Oct
1
2024
Dear Reader,
Every year, I look forward to Kol Nidre. The service I attend is an itinerant one—for the last few years it’s taken place in someone’s spacious living room, outfitted with folding chairs. In the days of Covid lockdowns, it was held on rooftops. There is no rabbi, but the leaders—two musical friends about my age—light the way through the service with transcendent communal song, many of them traditional Hasidic niggunim, or melodies. A different person gives a d’var torah every year—a small insight into Jewish text—without the pressures or pretenses of rabbinic authority. Last year, an artist opened the service with an offering: a clay object for each of us in the negative shape of a closed fist, to hold during the vidui, where we beat our chests to the litany of our collective transgressions.
I know for many of you reading this, communal life has become increasingly fraught, if not impossible, as nearly all of our institutions have failed to ethically respond to the genocide in Gaza. These kinds of informal, interstitial spaces are all we have. I’ve heard from many of you over the last year that Jewish Currents is just such a space: a home for communal reflection and agitation and fortitude, and increasingly, a live gathering place for thought and expression. I know that I am committed to sustaining those Jewish spaces that are fortifying me on this new year. Will you do the same?

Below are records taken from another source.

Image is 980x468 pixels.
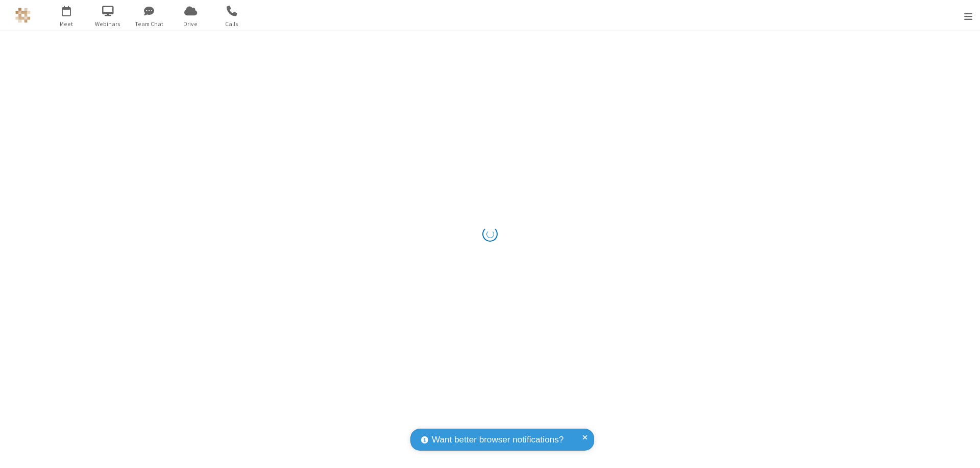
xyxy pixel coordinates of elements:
[89,20,127,28] span: Webinars
[213,20,251,28] span: Calls
[130,20,168,28] span: Team Chat
[47,20,86,28] span: Meet
[172,20,210,28] span: Drive
[15,8,31,23] img: QA Selenium DO NOT DELETE OR CHANGE
[432,434,564,447] span: Want better browser notifications?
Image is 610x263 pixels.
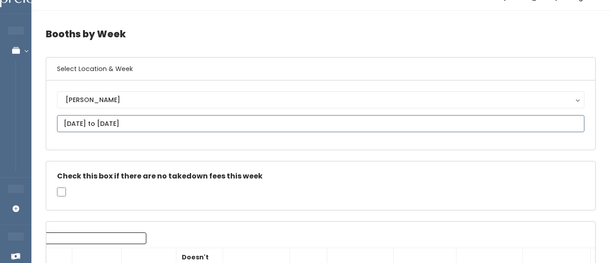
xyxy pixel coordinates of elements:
[57,172,584,180] h5: Check this box if there are no takedown fees this week
[32,232,146,244] input: Search:
[66,95,576,105] div: [PERSON_NAME]
[46,57,595,80] h6: Select Location & Week
[57,91,584,108] button: [PERSON_NAME]
[57,115,584,132] input: September 20 - September 26, 2025
[46,22,596,46] h4: Booths by Week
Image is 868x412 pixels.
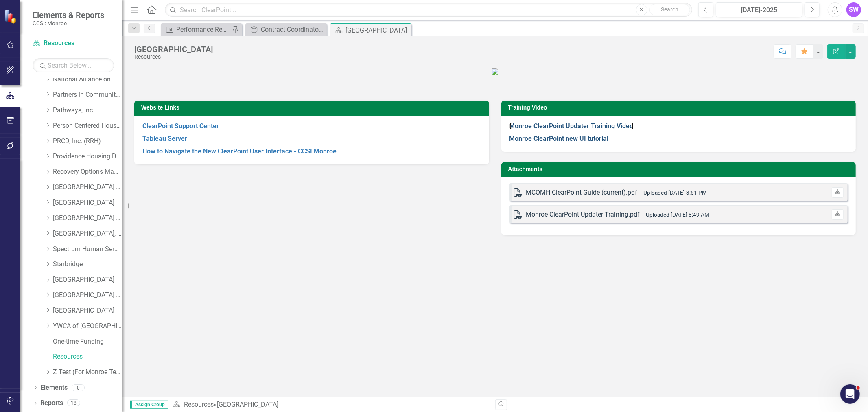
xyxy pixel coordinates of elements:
[72,385,84,391] div: 0
[184,401,214,409] a: Resources
[661,6,678,13] span: Search
[53,321,122,331] a: YWCA of [GEOGRAPHIC_DATA] and [GEOGRAPHIC_DATA]
[53,152,122,161] a: Providence Housing Development Corporation
[247,25,325,35] a: Contract Coordinator Review
[130,401,168,409] span: Assign Group
[650,4,690,15] button: Search
[508,166,852,172] h3: Attachments
[142,122,219,130] a: ClearPoint Support Center
[165,3,692,17] input: Search ClearPoint...
[163,25,230,35] a: Performance Report
[53,75,122,85] a: National Alliance on Mental Illness
[33,59,114,73] input: Search Below...
[134,45,213,54] div: [GEOGRAPHIC_DATA]
[492,69,499,75] img: Monroe%20Logo%202%20v2.png
[4,9,19,24] img: ClearPoint Strategy
[53,198,122,208] a: [GEOGRAPHIC_DATA]
[53,260,122,269] a: Starbridge
[53,121,122,130] a: Person Centered Housing Options, Inc.
[134,54,213,60] div: Resources
[53,352,122,361] a: Resources
[509,135,609,142] a: Monroe ClearPoint new UI tutorial
[53,306,122,315] a: [GEOGRAPHIC_DATA]
[261,25,325,35] div: Contract Coordinator Review
[508,104,852,110] h3: Training Video
[719,5,799,15] div: [DATE]-2025
[41,399,63,408] a: Reports
[33,39,114,48] a: Resources
[53,291,122,300] a: [GEOGRAPHIC_DATA] (RRH)
[841,385,860,404] iframe: Intercom live chat
[53,214,122,223] a: [GEOGRAPHIC_DATA] (RRH)
[53,337,122,347] a: One-time Funding
[53,183,122,192] a: [GEOGRAPHIC_DATA] (RRH)
[53,276,122,285] a: [GEOGRAPHIC_DATA]
[526,210,641,220] div: Monroe ClearPoint Updater Training.pdf
[644,190,707,196] small: Uploaded [DATE] 3:51 PM
[53,230,122,239] a: [GEOGRAPHIC_DATA], Inc.
[509,122,634,130] a: Monroe ClearPoint Updater Training Video
[847,3,861,17] button: SW
[53,106,122,115] a: Pathways, Inc.
[526,188,638,198] div: MCOMH ClearPoint Guide (current).pdf
[142,135,187,142] a: Tableau Server
[41,383,68,393] a: Elements
[53,167,122,177] a: Recovery Options Made Easy
[172,401,490,410] div: »
[53,91,122,100] a: Partners in Community Development
[53,368,122,377] a: Z Test (For Monroe Testing)
[716,3,803,17] button: [DATE]-2025
[142,148,337,155] a: How to Navigate the New ClearPoint User Interface - CCSI Monroe
[53,245,122,254] a: Spectrum Human Services, Inc.
[346,25,410,35] div: [GEOGRAPHIC_DATA]
[33,20,104,27] small: CCSI: Monroe
[33,10,104,20] span: Elements & Reports
[217,401,279,409] div: [GEOGRAPHIC_DATA]
[141,104,485,110] h3: Website Links
[67,400,80,407] div: 18
[176,25,230,35] div: Performance Report
[53,137,122,146] a: PRCD, Inc. (RRH)
[647,212,710,218] small: Uploaded [DATE] 8:49 AM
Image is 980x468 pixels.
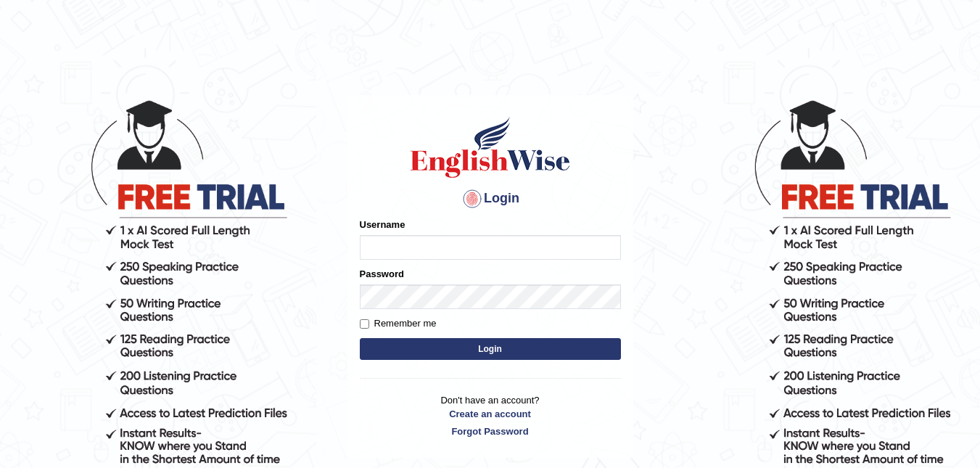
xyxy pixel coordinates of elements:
label: Password [360,267,404,281]
a: Create an account [360,407,621,421]
label: Username [360,218,406,231]
label: Remember me [360,316,436,331]
button: Login [360,338,621,360]
img: Logo of English Wise sign in for intelligent practice with AI [407,115,573,180]
a: Forgot Password [360,425,621,438]
input: Remember me [360,319,369,329]
p: Don't have an account? [360,393,621,438]
h4: Login [360,187,621,210]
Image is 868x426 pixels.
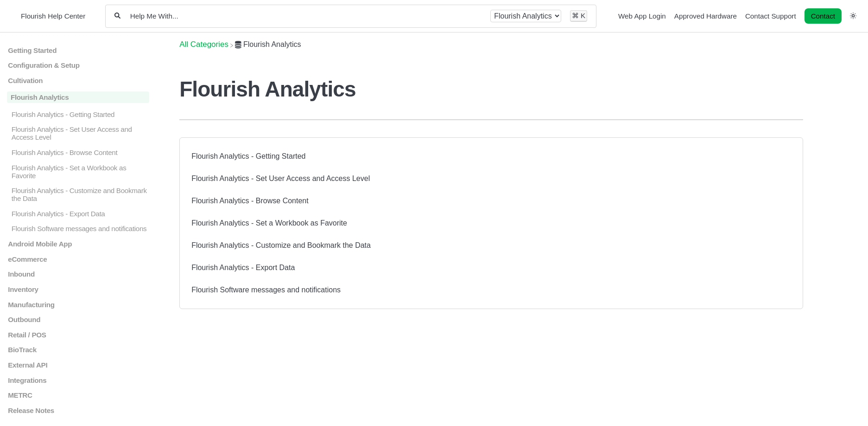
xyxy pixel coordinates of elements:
[10,125,149,141] p: Flourish Analytics - Set User Access and Access Level
[7,225,149,233] a: Flourish Software messages and notifications
[180,77,803,102] h1: Flourish Analytics
[745,12,796,20] a: Contact Support navigation item
[10,163,149,179] p: Flourish Analytics - Set a Workbook as Favorite
[7,345,149,353] a: BioTrack
[192,152,306,160] a: Flourish Analytics - Getting Started article
[12,10,16,22] img: Flourish Help Center Logo
[7,209,149,217] a: Flourish Analytics - Export Data
[7,316,149,324] a: Outbound
[7,163,149,179] a: Flourish Analytics - Set a Workbook as Favorite
[7,125,149,141] a: Flourish Analytics - Set User Access and Access Level
[850,12,857,19] a: Switch dark mode setting
[21,12,85,20] span: Flourish Help Center
[7,186,149,202] a: Flourish Analytics - Customize and Bookmark the Data
[572,12,579,19] kbd: ⌘
[192,197,309,205] a: Flourish Analytics - Browse Content article
[7,46,149,54] a: Getting Started
[7,331,149,339] a: Retail / POS
[192,174,370,182] a: Flourish Analytics - Set User Access and Access Level article
[581,12,585,19] kbd: K
[7,406,149,414] a: Release Notes
[192,219,347,227] a: Flourish Analytics - Set a Workbook as Favorite article
[10,186,149,202] p: Flourish Analytics - Customize and Bookmark the Data
[10,209,149,217] p: Flourish Analytics - Export Data
[7,240,149,248] a: Android Mobile App
[675,12,737,20] a: Approved Hardware navigation item
[7,149,149,157] a: Flourish Analytics - Browse Content
[7,255,149,263] a: eCommerce
[192,286,341,293] a: Flourish Software messages and notifications article
[10,149,149,157] p: Flourish Analytics - Browse Content
[7,361,149,368] a: External API
[10,110,149,117] p: Flourish Analytics - Getting Started
[129,12,482,21] input: Help Me With...
[244,40,301,49] span: ​Flourish Analytics
[12,10,85,22] a: Flourish Help Center
[180,40,228,49] a: Breadcrumb link to All Categories
[7,62,149,69] a: Configuration & Setup
[7,77,149,85] a: Cultivation
[7,301,149,308] a: Manufacturing
[7,285,149,293] a: Inventory
[803,10,844,22] li: Contact desktop
[7,110,149,117] a: Flourish Analytics - Getting Started
[180,40,228,50] span: All Categories
[805,8,842,24] a: Contact
[192,241,371,249] a: Flourish Analytics - Customize and Bookmark the Data article
[10,225,149,233] p: Flourish Software messages and notifications
[7,391,149,399] a: METRC
[192,264,295,272] a: Flourish Analytics - Export Data article
[618,12,666,20] a: Web App Login navigation item
[7,91,149,103] a: Flourish Analytics
[7,376,149,384] a: Integrations
[7,270,149,278] a: Inbound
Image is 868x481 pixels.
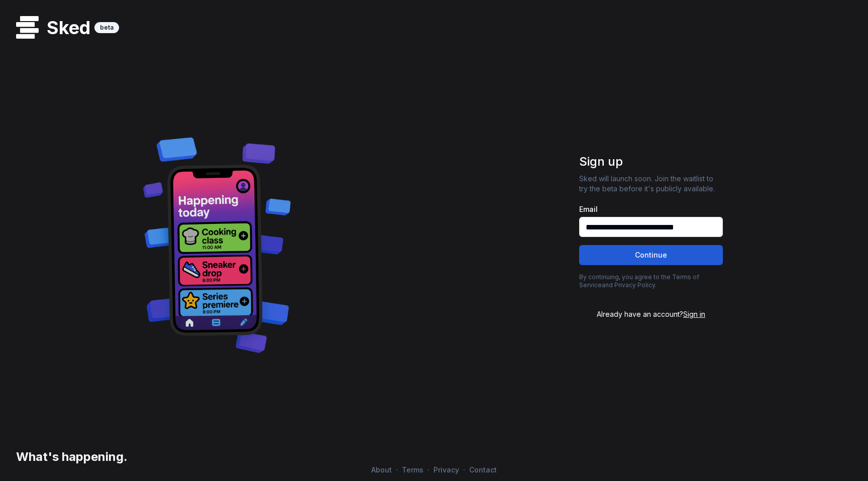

Thanks to a generous donor, if you contribute to Jewish Currents during the High Holidays, your gift will be matched—that means every dollar you give will be doubled. Can you help ensure that Jewish Currents can continue to create space for us to come together in 5785?
As we go into Yom Kippur, I am trying to meditate on our power in community. I hope you can help us build that power at Jewish Currents.